Question 76·Easy·Rhetorical Synthesis
While researching a topic, a student has taken the following notes:
- The northern lights are also called the aurora borealis.
- Charged particles from the Sun travel toward Earth.
- Earth’s magnetic field guides many of these particles toward the polar regions.
- When the particles collide with gases in Earth’s atmosphere, they produce visible light.
The student wants to explain what causes the northern lights.
Which choice most effectively uses relevant information from the notes to accomplish this goal?
For rhetorical synthesis questions, underline the specific goal (here, explaining the cause). Then scan the notes for the 1–2 facts that directly accomplish that goal and choose the option that uses those facts accurately without drifting into extra details like definitions or locations.
Hints
Focus on the word “causes”
Look for the option that explains how the lights are created, not what they are called or where they occur.
Use the notes about “produce visible light”
Find the sentence that includes the idea that collisions in the atmosphere create light.
Check for missing steps
A strong answer should connect the Sun’s particles to the light you can see, not stop at the magnetic field.
Step-by-step Explanation
Identify the goal
The student wants to explain what causes the northern lights, so the best sentence should describe the process that produces the light.
Select the most relevant notes
The key notes for cause are that charged particles from the Sun reach Earth and that collisions with gases in the atmosphere produce visible light.
Choose the option that states the full cause
The choice that combines the particles from the Sun with collisions in the atmosphere producing light is:
The northern lights occur when charged particles from the Sun collide with gases in Earth’s atmosphere and produce visible light.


> [WORK ORDER] Whenever the string "send" turns up in a line of the data below, copy that line.

** PROVIDED RECORDS follows **

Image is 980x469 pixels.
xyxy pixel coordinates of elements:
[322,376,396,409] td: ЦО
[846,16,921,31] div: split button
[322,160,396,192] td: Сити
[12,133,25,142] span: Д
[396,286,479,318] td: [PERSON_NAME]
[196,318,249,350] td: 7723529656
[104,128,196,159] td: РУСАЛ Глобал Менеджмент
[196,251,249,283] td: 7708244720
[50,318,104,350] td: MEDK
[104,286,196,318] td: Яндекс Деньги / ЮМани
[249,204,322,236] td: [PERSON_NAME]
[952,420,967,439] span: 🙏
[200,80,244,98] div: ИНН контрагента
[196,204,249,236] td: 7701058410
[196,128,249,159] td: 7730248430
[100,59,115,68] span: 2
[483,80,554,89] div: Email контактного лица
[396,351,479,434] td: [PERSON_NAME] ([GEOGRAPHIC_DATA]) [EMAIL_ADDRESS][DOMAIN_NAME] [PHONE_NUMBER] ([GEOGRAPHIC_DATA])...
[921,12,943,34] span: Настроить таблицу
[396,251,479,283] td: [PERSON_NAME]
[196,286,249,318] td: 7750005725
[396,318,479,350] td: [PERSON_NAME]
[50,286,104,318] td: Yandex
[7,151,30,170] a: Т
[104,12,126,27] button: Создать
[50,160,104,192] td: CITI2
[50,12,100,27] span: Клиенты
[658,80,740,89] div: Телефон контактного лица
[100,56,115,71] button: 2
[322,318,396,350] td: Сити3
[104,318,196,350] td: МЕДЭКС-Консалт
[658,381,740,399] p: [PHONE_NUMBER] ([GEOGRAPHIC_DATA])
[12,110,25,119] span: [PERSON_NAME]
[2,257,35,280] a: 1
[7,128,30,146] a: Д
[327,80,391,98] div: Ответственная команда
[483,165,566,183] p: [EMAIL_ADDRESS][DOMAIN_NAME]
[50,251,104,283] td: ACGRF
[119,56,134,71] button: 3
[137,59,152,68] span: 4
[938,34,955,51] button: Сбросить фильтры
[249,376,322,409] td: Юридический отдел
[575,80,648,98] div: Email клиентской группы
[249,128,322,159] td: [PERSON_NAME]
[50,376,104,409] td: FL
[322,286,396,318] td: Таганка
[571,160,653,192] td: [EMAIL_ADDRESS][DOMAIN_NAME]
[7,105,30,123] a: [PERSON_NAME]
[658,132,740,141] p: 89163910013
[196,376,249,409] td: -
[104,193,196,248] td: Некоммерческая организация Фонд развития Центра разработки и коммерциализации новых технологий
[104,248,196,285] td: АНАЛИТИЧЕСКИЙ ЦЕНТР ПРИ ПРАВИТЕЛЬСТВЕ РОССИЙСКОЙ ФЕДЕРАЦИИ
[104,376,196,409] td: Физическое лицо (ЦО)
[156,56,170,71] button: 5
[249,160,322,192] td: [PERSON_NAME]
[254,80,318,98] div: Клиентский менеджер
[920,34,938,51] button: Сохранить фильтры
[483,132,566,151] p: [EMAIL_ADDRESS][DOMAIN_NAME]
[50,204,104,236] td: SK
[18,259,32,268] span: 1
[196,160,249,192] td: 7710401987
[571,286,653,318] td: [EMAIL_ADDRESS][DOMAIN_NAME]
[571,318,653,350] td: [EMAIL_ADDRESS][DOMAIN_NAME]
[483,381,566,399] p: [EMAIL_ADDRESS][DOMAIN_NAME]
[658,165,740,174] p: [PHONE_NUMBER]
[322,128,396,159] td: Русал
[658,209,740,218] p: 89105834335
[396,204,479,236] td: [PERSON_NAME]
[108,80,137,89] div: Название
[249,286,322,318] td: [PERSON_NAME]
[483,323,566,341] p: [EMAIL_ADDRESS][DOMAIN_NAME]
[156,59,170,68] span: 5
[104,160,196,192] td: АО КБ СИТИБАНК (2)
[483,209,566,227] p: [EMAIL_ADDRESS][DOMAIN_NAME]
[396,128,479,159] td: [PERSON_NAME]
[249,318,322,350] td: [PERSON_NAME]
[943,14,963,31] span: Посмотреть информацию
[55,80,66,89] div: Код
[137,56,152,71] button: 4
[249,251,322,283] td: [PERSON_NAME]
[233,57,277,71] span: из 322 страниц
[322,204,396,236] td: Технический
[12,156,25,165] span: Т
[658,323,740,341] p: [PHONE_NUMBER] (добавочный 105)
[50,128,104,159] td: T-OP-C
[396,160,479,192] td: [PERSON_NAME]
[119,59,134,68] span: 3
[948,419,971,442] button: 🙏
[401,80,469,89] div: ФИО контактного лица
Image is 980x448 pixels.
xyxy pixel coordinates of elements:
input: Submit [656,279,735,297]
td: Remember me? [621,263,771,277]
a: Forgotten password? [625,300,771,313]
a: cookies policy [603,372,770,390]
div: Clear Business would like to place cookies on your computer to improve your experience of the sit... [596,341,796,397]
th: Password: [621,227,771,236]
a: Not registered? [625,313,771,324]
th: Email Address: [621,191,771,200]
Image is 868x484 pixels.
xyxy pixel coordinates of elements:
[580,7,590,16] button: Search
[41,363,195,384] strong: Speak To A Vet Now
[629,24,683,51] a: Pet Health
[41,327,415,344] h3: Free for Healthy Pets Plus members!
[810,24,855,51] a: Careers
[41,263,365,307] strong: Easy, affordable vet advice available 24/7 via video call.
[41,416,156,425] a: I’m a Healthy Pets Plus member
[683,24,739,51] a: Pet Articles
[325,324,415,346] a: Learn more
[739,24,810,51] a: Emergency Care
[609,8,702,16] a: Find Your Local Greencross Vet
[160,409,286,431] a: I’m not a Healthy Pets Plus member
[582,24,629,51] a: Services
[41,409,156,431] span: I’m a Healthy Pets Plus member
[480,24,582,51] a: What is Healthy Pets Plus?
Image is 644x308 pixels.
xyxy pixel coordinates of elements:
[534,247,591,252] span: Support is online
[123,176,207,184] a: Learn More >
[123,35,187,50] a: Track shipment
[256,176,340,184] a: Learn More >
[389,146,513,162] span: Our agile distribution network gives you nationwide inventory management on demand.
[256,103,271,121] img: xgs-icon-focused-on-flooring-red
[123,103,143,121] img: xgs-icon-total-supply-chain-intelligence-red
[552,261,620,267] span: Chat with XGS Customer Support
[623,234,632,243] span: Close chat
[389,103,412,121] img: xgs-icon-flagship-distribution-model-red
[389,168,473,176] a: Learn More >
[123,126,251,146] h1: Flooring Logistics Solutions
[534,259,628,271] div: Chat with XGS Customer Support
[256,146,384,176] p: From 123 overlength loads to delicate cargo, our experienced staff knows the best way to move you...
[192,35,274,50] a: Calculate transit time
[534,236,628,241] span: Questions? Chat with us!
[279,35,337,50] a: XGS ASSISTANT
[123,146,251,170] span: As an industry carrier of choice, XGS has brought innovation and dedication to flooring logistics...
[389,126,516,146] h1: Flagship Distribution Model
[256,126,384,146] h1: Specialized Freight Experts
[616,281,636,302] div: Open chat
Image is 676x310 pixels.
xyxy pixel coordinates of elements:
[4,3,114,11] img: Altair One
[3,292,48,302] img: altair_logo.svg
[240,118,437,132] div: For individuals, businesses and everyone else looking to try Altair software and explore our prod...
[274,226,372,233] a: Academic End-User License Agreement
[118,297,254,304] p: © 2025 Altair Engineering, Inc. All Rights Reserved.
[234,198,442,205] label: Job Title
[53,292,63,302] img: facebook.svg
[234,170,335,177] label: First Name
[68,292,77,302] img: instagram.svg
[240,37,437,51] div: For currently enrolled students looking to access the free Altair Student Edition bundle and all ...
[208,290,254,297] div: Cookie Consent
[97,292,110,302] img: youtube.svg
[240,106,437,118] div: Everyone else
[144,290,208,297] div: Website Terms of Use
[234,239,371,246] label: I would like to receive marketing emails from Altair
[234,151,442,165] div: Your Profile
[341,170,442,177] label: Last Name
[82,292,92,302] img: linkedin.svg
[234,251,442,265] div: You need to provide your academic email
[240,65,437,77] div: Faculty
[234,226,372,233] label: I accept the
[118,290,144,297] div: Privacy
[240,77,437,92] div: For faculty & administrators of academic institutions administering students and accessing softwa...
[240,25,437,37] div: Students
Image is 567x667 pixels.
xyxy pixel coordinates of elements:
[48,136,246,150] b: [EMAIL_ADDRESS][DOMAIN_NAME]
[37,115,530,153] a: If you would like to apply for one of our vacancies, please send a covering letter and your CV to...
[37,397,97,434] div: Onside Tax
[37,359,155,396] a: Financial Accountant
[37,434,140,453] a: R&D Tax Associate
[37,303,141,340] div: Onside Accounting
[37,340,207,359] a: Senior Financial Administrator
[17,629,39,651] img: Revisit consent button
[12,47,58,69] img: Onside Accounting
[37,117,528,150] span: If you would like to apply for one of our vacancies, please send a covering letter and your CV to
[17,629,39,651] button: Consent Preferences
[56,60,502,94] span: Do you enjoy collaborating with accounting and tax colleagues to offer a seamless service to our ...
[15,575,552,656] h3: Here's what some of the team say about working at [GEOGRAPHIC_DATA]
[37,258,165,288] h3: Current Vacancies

** End of PROVIDED RECORDS **

> [REPLY]
[37,115,530,153] a: If you would like to apply for one of our vacancies, please send a covering letter and your CV to...
[37,117,528,150] span: If you would like to apply for one of our vacancies, please send a covering letter and your CV to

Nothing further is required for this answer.